In the dystopian novel Nineteen Eighty-Four (also published as 1984), by George Orwell, Newspeak is the fictional language of Oceania, a totalitarian superstate. To meet the ideological requirements of Ingsoc (English Socialism) in Oceania, the Party created Newspeak, which is a controlled language of simplified grammar and limited vocabulary designed to limit a person's ability for critical thinking. The Newspeak language thus limits the person's ability to articulate and communicate abstract concepts, such as personal identity, self-expression, and free will, which are thoughtcrimes, acts of personal independence that contradict the ideological orthodoxy of Ingsoc collectivism.

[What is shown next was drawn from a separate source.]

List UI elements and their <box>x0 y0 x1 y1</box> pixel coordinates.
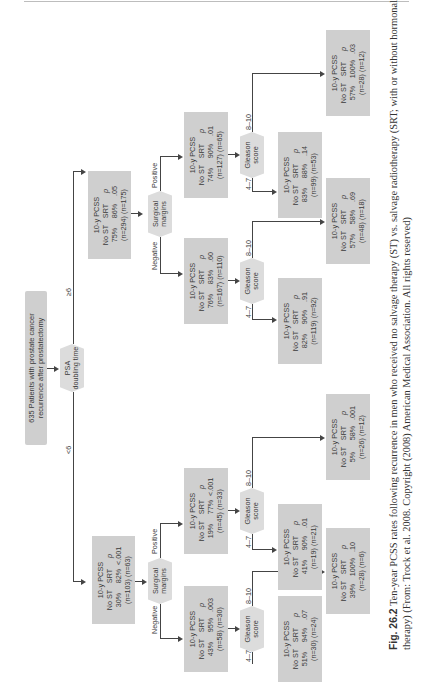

In the appendix to the novel, "The Principles of Newspeak", Orwell explains that Newspeak follows most rules of English grammar, yet is a language characterised by a continually diminishing vocabulary; complete thoughts are reduced to simple terms of simplistic meaning. The political contractions of NewspeakIngsoc (English Socialism), Minitrue (Ministry of Truth), Miniplenty (Ministry of Plenty) – are similar to Nazi and Soviet contractions in the 20th century, such as Gestapo (Geheime Staatspolizei), politburo (Political Bureau of the Central Committee of the Communist Party of the Soviet Union), Comintern (Communist International), kolkhoz (collective farm), and Komsomol (communist youth union). Newspeak contractions usually are syllabic abbreviations meant to conceal the speaker's ideology from the speaker and the listener.